The main flaw is lack of an upgrade path. That means, if you need a larger monitor than the built-in 15-incher, too bad. And if something goes wrong with the monitor, be prepared to give up the entire system.

Now for the big plus. The iMac's setup was so easy, a 5-year-old could do it. In less than three minutes after opening the box, one can plug the mouseand keyboard into Universal Serial Bus ports, plug the system into a power outlet and boot up.

The 233-MHz Power G3 processor comes with a 512K cache, 32 megabytes of memory and a 66-MHz system bus. The iMac can simulate an additional 36 megabytes of memory via disk caching. Virtual memory is a cheap way to get more memory, but it causes excessive disk writing and shortens system life.The iMac's stereo speakers with surround sound suffered from the same underpowered quality as most other embedded speakers. Audio CDs sounded poor unless you stood directly in front of the speakers, and even then the bass notes got lost, making recordings sound tinny. Sounds from the Web or program-generated sounds were functional.

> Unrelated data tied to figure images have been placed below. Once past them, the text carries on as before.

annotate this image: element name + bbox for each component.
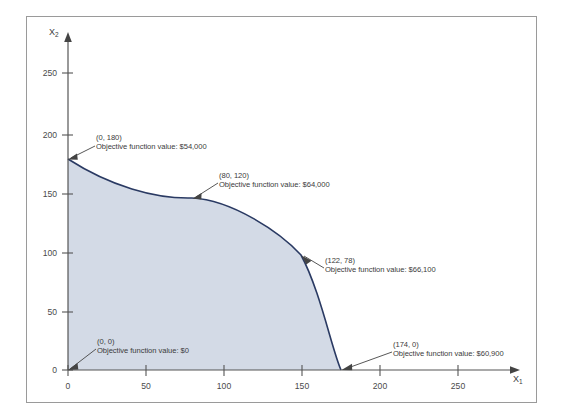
annotation-objective-80-120: Objective function value: $64,000 [219,180,330,189]
y-axis-arrowhead [64,32,72,42]
x-axis-title: X1 [513,374,523,384]
annotation-vertex-122-78: (122, 78) Objective function value: $66,… [325,256,436,275]
y-tick-label-150: 150 [33,189,57,199]
annotation-coord-80-120: (80, 120) [219,171,330,180]
annotation-vertex-80-120: (80, 120) Objective function value: $64,… [219,171,330,190]
annotation-objective-0-180: Objective function value: $54,000 [96,142,207,151]
y-axis-title-subscript: 2 [55,31,59,38]
annotation-objective-0-0: Objective function value: $0 [97,346,189,355]
annotation-coord-0-0: (0, 0) [97,337,189,346]
x-tick-label-250: 250 [448,381,468,391]
y-tick-label-50: 50 [33,307,57,317]
figure-container: X2 X1 250 200 150 100 50 0 0 50 100 150 … [0,0,561,417]
annotation-vertex-174-0: (174, 0) Objective function value: $60,9… [393,340,504,359]
annotation-objective-174-0: Objective function value: $60,900 [393,349,504,358]
annotation-vertex-0-180: (0, 180) Objective function value: $54,0… [96,133,207,152]
x-tick-label-150: 150 [292,381,312,391]
y-tick-label-200: 200 [33,130,57,140]
annotation-coord-122-78: (122, 78) [325,256,436,265]
annotation-coord-0-180: (0, 180) [96,133,207,142]
x-axis-arrowhead [510,366,520,374]
y-axis-title: X2 [49,27,59,37]
arrowhead-0-180 [68,154,78,160]
annotation-coord-174-0: (174, 0) [393,340,504,349]
x-tick-label-200: 200 [370,381,390,391]
y-tick-label-250: 250 [33,68,57,78]
arrowhead-174-0 [342,364,353,370]
x-tick-label-100: 100 [214,381,234,391]
x-tick-label-50: 50 [136,381,156,391]
annotation-vertex-0-0: (0, 0) Objective function value: $0 [97,337,189,356]
y-tick-label-100: 100 [33,248,57,258]
annotation-objective-122-78: Objective function value: $66,100 [325,265,436,274]
x-tick-label-0: 0 [58,381,78,391]
y-tick-label-0: 0 [33,365,57,375]
x-axis-title-subscript: 1 [519,378,523,385]
arrowhead-80-120 [193,193,202,200]
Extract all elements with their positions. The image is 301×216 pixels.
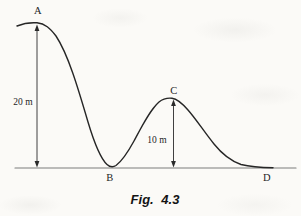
figure-caption: Fig. 4.3 bbox=[131, 192, 180, 207]
point-label-c: C bbox=[170, 86, 177, 97]
figure-canvas: A B C D 20 m 10 m Fig. 4.3 bbox=[0, 0, 301, 216]
height-label-20m: 20 m bbox=[13, 98, 32, 108]
arrowhead-down-icon bbox=[35, 161, 40, 168]
height-arrow-10m bbox=[171, 100, 176, 168]
arrowhead-down-icon bbox=[171, 161, 176, 168]
arrowhead-up-icon bbox=[35, 25, 40, 32]
profile-curve bbox=[17, 23, 273, 168]
point-label-a: A bbox=[34, 6, 42, 17]
arrowhead-up-icon bbox=[171, 100, 176, 107]
profile-diagram bbox=[0, 0, 301, 216]
height-arrow-20m bbox=[35, 25, 40, 168]
point-label-b: B bbox=[106, 173, 113, 184]
height-label-10m: 10 m bbox=[147, 136, 166, 146]
point-label-d: D bbox=[263, 173, 271, 184]
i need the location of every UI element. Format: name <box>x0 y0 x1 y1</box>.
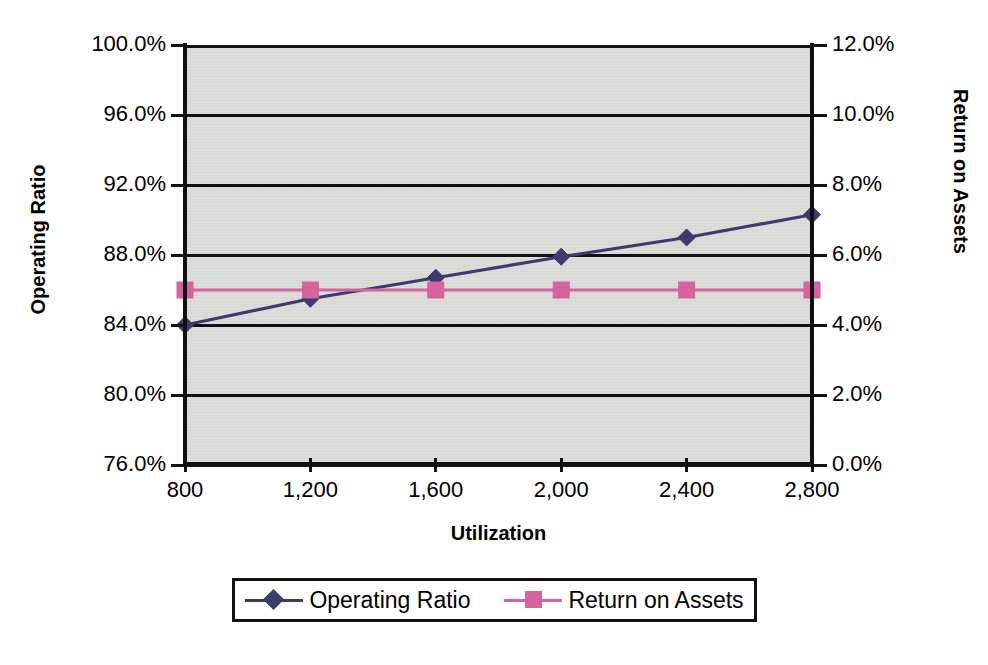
x-axis-tick-label: 2,000 <box>501 477 621 503</box>
x-axis-title: Utilization <box>185 522 812 545</box>
left-axis-title: Operating Ratio <box>27 140 50 340</box>
legend-marker-square-icon <box>504 589 562 611</box>
chart-container: 100.0%96.0%92.0%88.0%84.0%80.0%76.0% 12.… <box>0 0 988 665</box>
legend-item-return-on-assets[interactable]: Return on Assets <box>504 587 743 614</box>
x-axis-tick-label: 1,600 <box>376 477 496 503</box>
x-axis-tick-label: 1,200 <box>250 477 370 503</box>
chart-legend: Operating Ratio Return on Assets <box>232 578 757 622</box>
x-axis-tick-labels: 8001,2001,6002,0002,4002,800 <box>0 0 988 665</box>
legend-item-operating-ratio[interactable]: Operating Ratio <box>245 587 470 614</box>
legend-marker-diamond-icon <box>245 589 303 611</box>
legend-label-return-on-assets: Return on Assets <box>568 587 743 614</box>
right-axis-title: Return on Assets <box>949 72 972 272</box>
x-axis-tick-label: 800 <box>125 477 245 503</box>
x-axis-tick-label: 2,400 <box>627 477 747 503</box>
legend-label-operating-ratio: Operating Ratio <box>309 587 470 614</box>
x-axis-tick-label: 2,800 <box>752 477 872 503</box>
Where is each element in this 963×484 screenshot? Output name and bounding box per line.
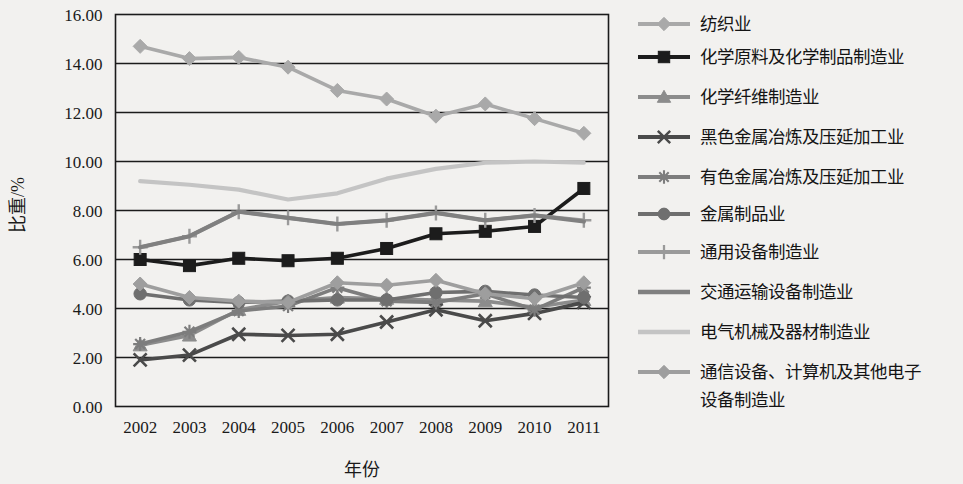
x-axis-tick-label: 2005 <box>271 418 305 437</box>
series-8 <box>140 162 584 200</box>
y-axis-tick-label: 14.00 <box>64 55 102 74</box>
x-axis-tick-label: 2006 <box>320 418 354 437</box>
diamond-marker <box>478 97 492 111</box>
legend-item-0[interactable]: 纺织业 <box>638 14 751 34</box>
diamond-marker <box>577 126 591 140</box>
diamond-marker <box>429 109 443 123</box>
square-marker <box>233 252 245 264</box>
legend-label: 交通运输设备制造业 <box>700 282 853 302</box>
legend-label: 黑色金属冶炼及压延加工业 <box>700 127 904 147</box>
square-marker <box>430 228 442 240</box>
legend-label: 通用设备制造业 <box>700 242 819 262</box>
y-axis-tick-label: 12.00 <box>64 104 102 123</box>
square-marker <box>331 252 343 264</box>
x-axis-tick-label: 2010 <box>518 418 552 437</box>
legend-item-5[interactable]: 金属制品业 <box>638 204 785 224</box>
series-line <box>140 46 584 133</box>
diamond-marker <box>657 17 670 30</box>
circle-marker <box>380 294 392 306</box>
x-axis-tick-label: 2007 <box>370 418 405 437</box>
circle-marker <box>430 286 442 298</box>
x-axis-tick-label: 2003 <box>172 418 206 437</box>
legend-item-1[interactable]: 化学原料及化学制品制造业 <box>638 47 904 67</box>
x-axis-title: 年份 <box>344 460 380 480</box>
square-marker <box>134 254 146 266</box>
square-marker <box>578 182 590 194</box>
y-axis-tick-label: 4.00 <box>73 300 103 319</box>
y-axis-tick-labels: 16.0014.0012.0010.008.006.004.002.000.00 <box>64 6 102 417</box>
legend-item-3[interactable]: 黑色金属冶炼及压延加工业 <box>638 127 904 147</box>
y-axis-title: 比重/% <box>8 177 28 233</box>
y-axis-tick-label: 6.00 <box>73 251 103 270</box>
legend-label: 纺织业 <box>700 14 751 34</box>
legend-item-7[interactable]: 交通运输设备制造业 <box>638 282 853 302</box>
chart-canvas: 16.0014.0012.0010.008.006.004.002.000.00… <box>0 0 963 484</box>
asterisk-marker <box>133 337 147 351</box>
legend: 纺织业化学原料及化学制品制造业化学纤维制造业黑色金属冶炼及压延加工业有色金属冶炼… <box>638 14 921 410</box>
data-series-group <box>133 39 592 366</box>
x-axis-tick-labels: 2002200320042005200620072008200920102011 <box>123 418 600 437</box>
line-chart: 16.0014.0012.0010.008.006.004.002.000.00… <box>0 0 963 484</box>
y-axis-tick-label: 10.00 <box>64 153 102 172</box>
y-axis-tick-label: 0.00 <box>73 398 103 417</box>
diamond-marker <box>281 60 295 74</box>
y-axis-tick-label: 16.00 <box>64 6 102 25</box>
x-axis-tick-label: 2008 <box>419 418 453 437</box>
series-0 <box>133 39 591 140</box>
x-axis-tick-label: 2009 <box>468 418 502 437</box>
series-line <box>140 302 584 360</box>
x-axis-tick-label: 2004 <box>222 418 257 437</box>
square-marker <box>658 51 669 62</box>
legend-label: 有色金属冶炼及压延加工业 <box>700 167 904 187</box>
plus-marker <box>657 245 671 259</box>
legend-item-6[interactable]: 通用设备制造业 <box>638 242 819 262</box>
series-1 <box>134 182 590 271</box>
circle-marker <box>658 208 670 220</box>
legend-item-2[interactable]: 化学纤维制造业 <box>638 87 819 107</box>
legend-label: 化学纤维制造业 <box>700 87 819 107</box>
legend-label: 通信设备、计算机及其他电子 <box>700 362 921 382</box>
square-marker <box>381 242 393 254</box>
diamond-marker <box>133 39 147 53</box>
circle-marker <box>331 294 343 306</box>
y-axis-tick-label: 2.00 <box>73 349 103 368</box>
square-marker <box>282 255 294 267</box>
legend-label: 电气机械及器材制造业 <box>700 322 870 342</box>
diamond-marker <box>232 50 246 64</box>
square-marker <box>183 260 195 272</box>
asterisk-marker <box>182 325 196 339</box>
x-axis-tick-label: 2002 <box>123 418 157 437</box>
diamond-marker <box>657 365 670 378</box>
legend-label: 金属制品业 <box>700 204 785 224</box>
diamond-marker <box>380 92 394 106</box>
diamond-marker <box>429 273 443 287</box>
series-line <box>140 162 584 200</box>
diamond-marker <box>133 277 147 291</box>
diamond-marker <box>528 112 542 126</box>
legend-item-4[interactable]: 有色金属冶炼及压延加工业 <box>638 167 904 187</box>
asterisk-marker <box>657 170 670 183</box>
y-axis-tick-label: 8.00 <box>73 202 103 221</box>
diamond-marker <box>330 83 344 97</box>
legend-label-line2: 设备制造业 <box>700 390 785 410</box>
legend-label: 化学原料及化学制品制造业 <box>700 47 904 67</box>
legend-item-9[interactable]: 通信设备、计算机及其他电子设备制造业 <box>638 362 921 410</box>
circle-marker <box>578 291 590 303</box>
legend-item-8[interactable]: 电气机械及器材制造业 <box>638 322 870 342</box>
x-axis-tick-label: 2011 <box>567 418 600 437</box>
diamond-marker <box>380 278 394 292</box>
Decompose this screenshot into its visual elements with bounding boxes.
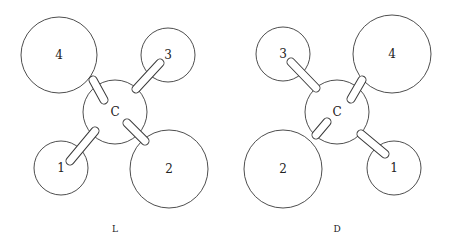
enantiomer-diagram: 4312CL 3421CD [0, 0, 450, 238]
panel-l: 4312CL [21, 17, 208, 234]
panel-caption: L [112, 224, 118, 234]
atom-label: 3 [279, 47, 287, 61]
atom-label: 1 [57, 161, 65, 175]
atom-label: 2 [165, 162, 173, 176]
atom-label: 2 [279, 162, 287, 176]
atom-label: 3 [164, 48, 172, 62]
atom-label: 4 [388, 47, 396, 61]
carbon-label: C [110, 105, 119, 119]
atom-label: 4 [55, 48, 63, 62]
panel-caption: D [333, 224, 340, 234]
carbon-label: C [332, 105, 341, 119]
panel-d: 3421CD [244, 15, 431, 234]
atom-label: 1 [390, 161, 398, 175]
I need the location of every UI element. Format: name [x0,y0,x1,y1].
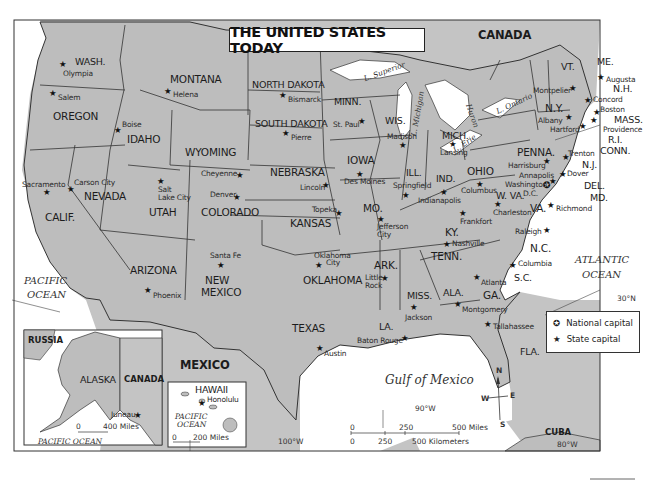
capital-label-austin: Austin [324,350,346,358]
state-label-oregon: OREGON [53,111,98,122]
state-label-md: MD. [590,193,608,203]
state-label-me: ME. [597,57,614,67]
state-capital-star: ★ [484,320,492,329]
state-capital-star: ★ [49,89,57,98]
state-label-kansas: KANSAS [290,218,331,229]
state-label-ny: N.Y. [545,103,563,114]
state-label-ind: IND. [436,174,455,184]
capital-label-boise: Boise [122,121,141,129]
compass-north: N [496,367,502,375]
state-label-calif: CALIF. [45,212,75,223]
capital-label-madison: Madison [387,133,417,141]
capital-label-columbus: Columbus [461,187,497,195]
capital-label-baton-rouge: Baton Rouge [357,337,403,345]
state-capital-star: ★ [315,261,323,270]
capital-label-salt-lake-city-2: Lake City [158,194,191,202]
state-label-ark: ARK. [374,260,398,271]
compass-south: S [500,421,505,429]
ocean-label-pacific-alaska: PACIFIC OCEAN [38,438,102,446]
state-capital-star: ★ [43,188,51,197]
country-label-canada-inset: CANADA [124,375,164,384]
country-label-mexico: MEXICO [180,360,229,372]
scale-km-250: 250 [378,438,392,446]
state-label-new-mexico-2: MEXICO [201,287,241,298]
state-label-va: VA. [530,203,546,214]
capital-label-columbia: Columbia [518,260,552,268]
ocean-label-pacific-1: PACIFIC [24,276,67,286]
state-capital-star: ★ [509,261,517,270]
state-label-vt: VT. [561,62,575,72]
state-label-minn: MINN. [334,97,361,107]
state-capital-star: ★ [543,226,551,235]
state-capital-star: ★ [402,191,410,200]
state-capital-star: ★ [565,113,573,122]
state-label-utah: UTAH [149,207,177,218]
state-capital-star: ★ [443,240,451,249]
state-capital-star: ★ [144,286,152,295]
capital-label-juneau: Juneau [111,411,135,419]
capital-label-salem: Salem [58,94,80,102]
state-capital-star: ★ [198,399,206,408]
state-capital-star: ★ [114,126,122,135]
capital-label-trenton: Trenton [568,150,595,158]
state-capital-star: ★ [597,73,605,82]
country-label-cuba: CUBA [545,428,571,437]
state-label-south-dakota: SOUTH DAKOTA [255,119,327,129]
capital-label-lansing: Lansing [440,149,468,157]
scale-km-0: 0 [350,438,355,446]
state-label-alaska: ALASKA [80,375,116,385]
state-label-ohio: OHIO [467,166,494,177]
capital-label-annapolis: Annapolis [519,172,554,180]
ocean-label-atlantic-2: OCEAN [582,270,621,280]
capital-label-richmond: Richmond [556,205,592,213]
capital-label-montpelier: Montpelier [533,87,571,95]
capital-label-dover: Dover [567,170,589,178]
capital-label-honolulu: Honolulu [207,396,239,404]
compass-east: E [510,392,515,400]
capital-label-pierre: Pierre [291,134,311,142]
national-capital-icon: ✪ [553,318,560,328]
state-label-nc: N.C. [530,243,551,254]
state-label-la: LA. [379,322,393,332]
state-label-colorado: COLORADO [201,207,259,218]
state-label-oklahoma: OKLAHOMA [303,275,362,286]
state-capital-star: ★ [282,129,290,138]
capital-label-phoenix: Phoenix [153,292,181,300]
capital-label-concord: Concord [593,96,623,104]
state-label-mass: MASS. [614,115,643,125]
capital-label-providence: Providence [603,126,642,134]
ocean-label-pacific-hawaii-2: OCEAN [177,421,206,429]
legend-label: State capital [567,334,621,344]
capital-label-jefferson-city-2: City [377,231,391,239]
capital-label-albany: Albany [538,117,563,125]
capital-label-charleston: Charleston [493,209,532,217]
state-label-wyoming: WYOMING [185,147,236,158]
state-label-north-dakota: NORTH DAKOTA [252,80,324,90]
capital-label-springfield: Springfield [393,182,431,190]
capital-label-montgomery: Montgomery [462,306,508,314]
state-label-new-mexico-1: NEW [205,275,229,286]
gridline-label-30n: 30°N [617,295,636,303]
capital-label-atlanta: Atlanta [481,279,507,287]
state-capital-star: ★ [399,141,407,150]
state-label-tenn: TENN. [431,251,462,262]
legend-item-state-capital: ★ State capital [553,334,620,344]
scale-alaska-0: 0 [76,423,81,431]
map-title: THE UNITED STATES TODAY [229,28,425,52]
capital-label-topeka: Topeka [312,206,337,214]
us-map [0,0,657,481]
capital-label-olympia: Olympia [63,70,93,78]
state-label-ga: GA. [483,290,501,301]
state-label-wis: WIS. [385,116,405,126]
state-capital-star: ★ [473,273,481,282]
state-label-montana: MONTANA [170,74,222,85]
gridline-label-90w: 90°W [415,405,436,413]
state-capital-star: ★ [584,96,592,105]
capital-label-jackson: Jackson [405,314,432,322]
state-label-arizona: ARIZONA [130,265,177,276]
capital-label-sacramento: Sacramento [22,181,65,189]
capital-label-tallahassee: Tallahassee [493,323,534,331]
state-capital-star: ★ [164,87,172,96]
capital-label-lincoln: Lincoln [300,184,325,192]
state-label-ala: ALA. [443,288,464,298]
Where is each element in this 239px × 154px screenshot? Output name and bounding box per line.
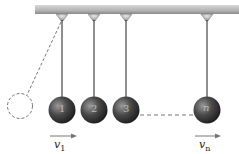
displaced-ball-dashed [8, 94, 33, 119]
pivot-mounts [56, 14, 213, 21]
displaced-string-dashed [27, 22, 61, 95]
newtons-cradle-diagram [0, 0, 239, 154]
ball-n-label: n [203, 102, 209, 113]
velocity-subscript: n [205, 144, 210, 153]
velocity-vn-label: vn [199, 138, 210, 153]
strings [62, 20, 207, 97]
velocity-v1-label: v1 [54, 138, 65, 153]
ball-3-label: 3 [123, 103, 129, 114]
ball-1-label: 1 [59, 103, 65, 114]
ball-2-label: 2 [91, 103, 97, 114]
velocity-subscript: 1 [60, 144, 65, 153]
ceiling-bar [35, 5, 239, 14]
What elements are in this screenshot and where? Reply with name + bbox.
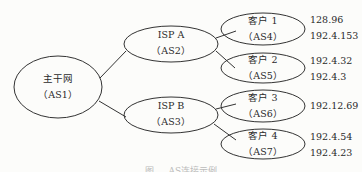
customer-3-as: （AS6） — [221, 106, 305, 122]
figure-caption: 图 … AS连接示例 — [0, 164, 362, 172]
customer-2-ip-2: 192.4.3 — [310, 71, 346, 83]
root-as: （AS1） — [14, 87, 102, 103]
customer-4-as: （AS7） — [221, 144, 305, 160]
customer-4-node: 客户 4 （AS7） — [221, 128, 305, 160]
customer-1-ip-1: 128.96 — [310, 14, 343, 26]
isp-b-as: （AS3） — [124, 114, 218, 130]
isp-a-node: ISP A （AS2） — [124, 27, 218, 59]
customer-1-name: 客户 1 — [221, 13, 305, 29]
customer-1-ip-2: 192.4.153 — [310, 30, 358, 42]
customer-1-node: 客户 1 （AS4） — [221, 13, 305, 45]
customer-4-ip-2: 192.4.23 — [310, 147, 352, 159]
customer-4-ip-1: 192.4.54 — [310, 131, 352, 143]
isp-a-as: （AS2） — [124, 43, 218, 59]
customer-1-as: （AS4） — [221, 29, 305, 45]
root-node: 主干网 （AS1） — [14, 71, 102, 103]
customer-4-name: 客户 4 — [221, 128, 305, 144]
customer-2-as: （AS5） — [221, 68, 305, 84]
customer-2-name: 客户 2 — [221, 52, 305, 68]
isp-b-node: ISP B （AS3） — [124, 98, 218, 130]
customer-3-name: 客户 3 — [221, 90, 305, 106]
isp-a-name: ISP A — [124, 27, 218, 43]
customer-2-node: 客户 2 （AS5） — [221, 52, 305, 84]
root-name: 主干网 — [14, 71, 102, 87]
customer-3-node: 客户 3 （AS6） — [221, 90, 305, 122]
isp-b-name: ISP B — [124, 98, 218, 114]
customer-2-ip-1: 192.4.32 — [310, 55, 352, 67]
customer-3-ip-1: 192.12.69 — [310, 100, 358, 112]
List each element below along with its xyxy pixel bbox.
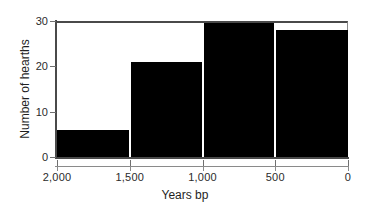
bar-separator xyxy=(129,62,131,157)
y-axis-tick-label: 20 xyxy=(36,60,48,72)
bar xyxy=(275,30,348,157)
y-axis-tick-label: 0 xyxy=(42,151,48,163)
x-axis-tick-label: 1,500 xyxy=(115,171,144,183)
bar xyxy=(57,130,130,157)
bar-separator xyxy=(202,23,204,157)
x-axis-tick-label: 1,000 xyxy=(188,171,217,183)
bar xyxy=(203,23,276,157)
bar-separator xyxy=(274,23,276,157)
histogram-figure: 2,0001,5001,00050000102030 Years bp Numb… xyxy=(0,0,370,212)
x-axis-tick-label: 0 xyxy=(345,171,351,183)
x-axis-tick-label: 2,000 xyxy=(43,171,72,183)
y-axis-title: Number of hearths xyxy=(18,9,32,169)
y-axis-tick xyxy=(50,157,56,158)
x-axis-baseline xyxy=(55,157,349,159)
x-axis-tick-label: 500 xyxy=(266,171,285,183)
y-axis-tick-label: 30 xyxy=(36,15,48,27)
y-axis-tick xyxy=(50,66,56,67)
bar xyxy=(130,62,203,157)
x-axis-title: Years bp xyxy=(0,188,370,202)
y-axis-tick xyxy=(50,21,56,22)
y-axis-tick xyxy=(50,112,56,113)
y-axis-tick-label: 10 xyxy=(36,106,48,118)
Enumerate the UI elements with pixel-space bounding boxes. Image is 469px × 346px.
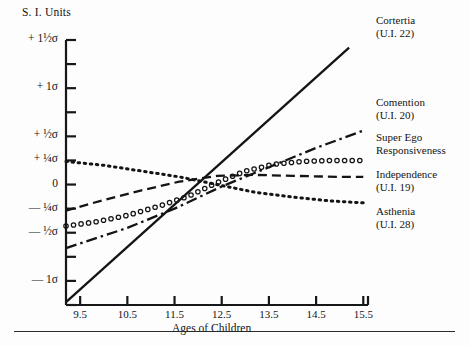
legend-item-name: Comention xyxy=(376,96,425,109)
legend-item-code: (U.I. 19) xyxy=(376,181,437,194)
x-axis-title: Ages of Children xyxy=(172,322,251,334)
legend-item-name: Cortertia xyxy=(376,14,415,27)
y-tick-label: 0 xyxy=(12,177,58,189)
x-tick-label: 12.5 xyxy=(202,308,242,320)
y-tick-label: + 1σ xyxy=(12,80,58,92)
footer-rule xyxy=(14,331,455,332)
legend-item-comention: Comention(U.I. 20) xyxy=(376,96,425,121)
y-tick-label: + ½σ xyxy=(12,128,58,140)
legend-item-independence: Independence(U.I. 19) xyxy=(376,168,437,193)
chart-series xyxy=(64,48,363,302)
y-tick-label: + 1½σ xyxy=(12,32,58,44)
legend-item-code: (U.I. 20) xyxy=(376,109,425,122)
x-tick-label: 15.5 xyxy=(343,308,383,320)
y-tick-label: — 1σ xyxy=(12,273,58,285)
x-tick-label: 9.5 xyxy=(60,308,100,320)
legend-item-code: Responsiveness xyxy=(376,144,446,157)
legend-item-name: Super Ego xyxy=(376,131,446,144)
x-tick-label: 11.5 xyxy=(155,308,195,320)
legend-item-code: (U.I. 22) xyxy=(376,27,415,40)
x-tick-label: 14.5 xyxy=(296,308,336,320)
legend-item-asthenia: Asthenia(U.I. 28) xyxy=(376,205,415,230)
chart-axes xyxy=(66,40,368,305)
legend-item-cortertia: Cortertia(U.I. 22) xyxy=(376,14,415,39)
x-tick-label: 13.5 xyxy=(249,308,289,320)
legend-item-name: Asthenia xyxy=(376,205,415,218)
y-tick-label: — ½σ xyxy=(12,225,58,237)
y-tick-label: + ¼σ xyxy=(12,152,58,164)
x-tick-label: 10.5 xyxy=(107,308,147,320)
y-tick-label: — ¼σ xyxy=(12,201,58,213)
legend-item-superego: Super EgoResponsiveness xyxy=(376,131,446,156)
figure-container: S. I. Units + 1½σ+ 1σ+ ½σ+ ¼σ0— ¼σ— ½σ— … xyxy=(0,0,469,346)
y-axis-caption: S. I. Units xyxy=(22,6,71,18)
legend-item-code: (U.I. 28) xyxy=(376,218,415,231)
legend-item-name: Independence xyxy=(376,168,437,181)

Because of the iMac's entry-level price, one expected poor graphics. But it was a big surprise: a built-in Rage IIc 2-D/3-D graphics chip from ATI Technologies Inc. of Thornhill, Ontario, and 2 megabytes of synchronous graphics memory.

But the biggest complaint was the circular mouse, half thelength and width of a standard mouse. Users with small hands could easily envelop the entire unit.

Taken as a whole, the iMac is a good system that performs well for the price. But business users should be cautious about choosing it over low-end PCs.